Keating responded that the ACT's college-ready benchmark standards were used to "back-map" standards for each grade, going back as far as the third grade. The test questions were then developed on the basis of those standards for each grade, she said.

The test questions align "at the domain level" of the Common Core standards, Keating said. The domain is a group of the individual Common Core standards or skills in a subject area.

Joe Cruse, director of client relations for ACT and another of the conference panel members, expanded on the matter, saying that the standards on which the ACT and ACT Aspire tests are based result from a process in which educators in elementary school through the freshman year of college are asked what skills are necessary for a freshman college student to be successful academically.

"That drives the test blueprints," Cruse said. "That's what helps us determine what is going to be the content in all of our assessments."
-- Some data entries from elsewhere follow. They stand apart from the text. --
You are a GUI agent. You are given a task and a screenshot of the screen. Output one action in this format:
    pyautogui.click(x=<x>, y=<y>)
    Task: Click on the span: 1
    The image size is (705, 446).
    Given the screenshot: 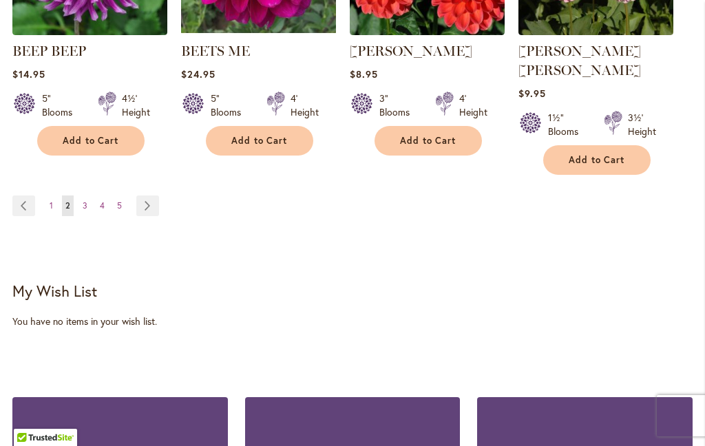 What is the action you would take?
    pyautogui.click(x=51, y=205)
    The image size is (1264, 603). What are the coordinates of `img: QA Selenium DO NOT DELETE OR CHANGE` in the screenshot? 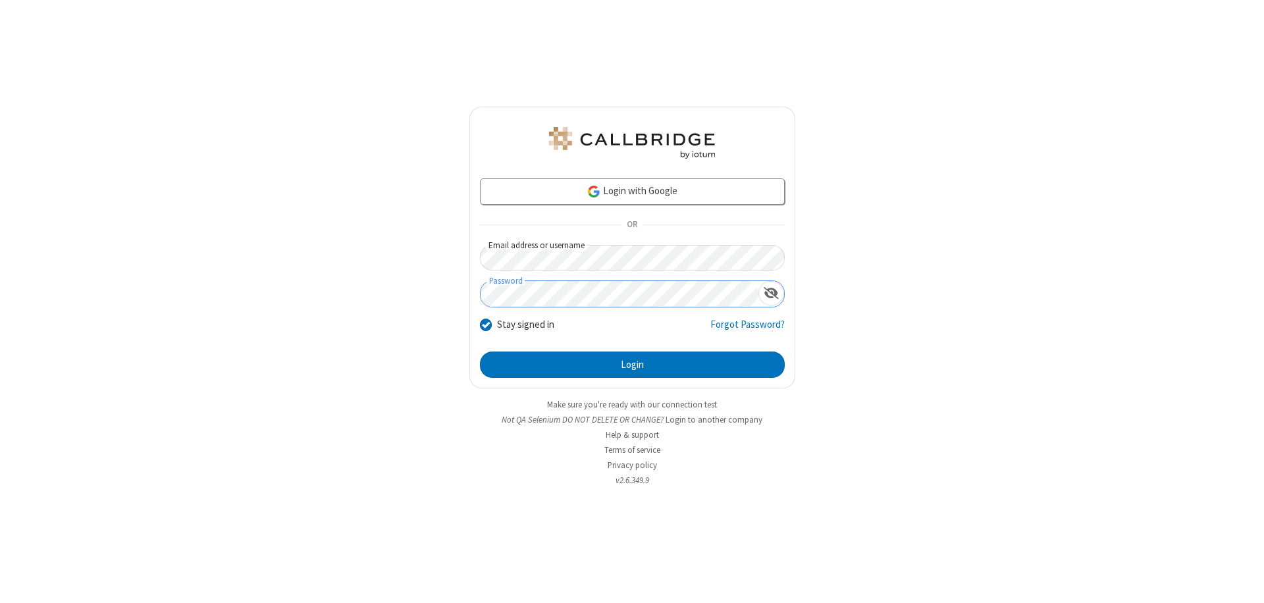 It's located at (632, 143). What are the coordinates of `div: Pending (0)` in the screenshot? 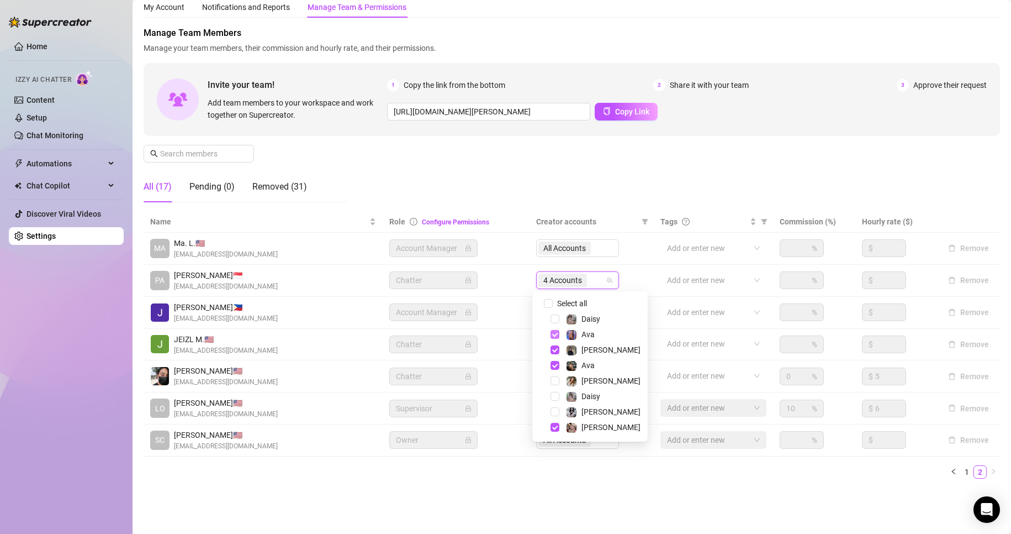 It's located at (212, 187).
Cruse said colleges give the ACT the grades earned by freshman students at their institutions.

"We look back to see what ACT scores met a certain level of success at an individual institution," he said. "The sample we used to determine our most recent round of college-readiness benchmarks was from 214 different colleges and universities and from 230,000 students and their grades in their freshman college courses."

That is the data that are back-mapped all the way to the third grade with ACT Aspire to help determine whether a student is on track, Cruse said. That gives teachers time to make those interventions if students are not on track or provide students with challenges if they are above track.

Chris Barnes, director of elementary curriculum and instruction at Russellville School District, said after Tuesday's session that he appreciated all the information provided but has "real concerns about the alignment" between the educational standards and the ACT Aspire tests.

He said schools and teachers will be held accountable for the student achievement and results on the tests.

"If we are told to teach the standards, we need to have a test that is aligned to those standards so we can adequately address where our shortcomings are in schools," Barnes said. "I see this is trying to prepare students for the college-ready benchmarks and the ACT. It is not necessarily going to tell us how well our school curriculum is in addressing the standards that are being taught."

The Arkansas Public School Resource Center, the host of the annual conference, is a nonprofit membership organization that provides technical support and advocacy services for public schools with a special emphasis on charter schools and rural districts. It is funded in part by the Walton Family Foundation.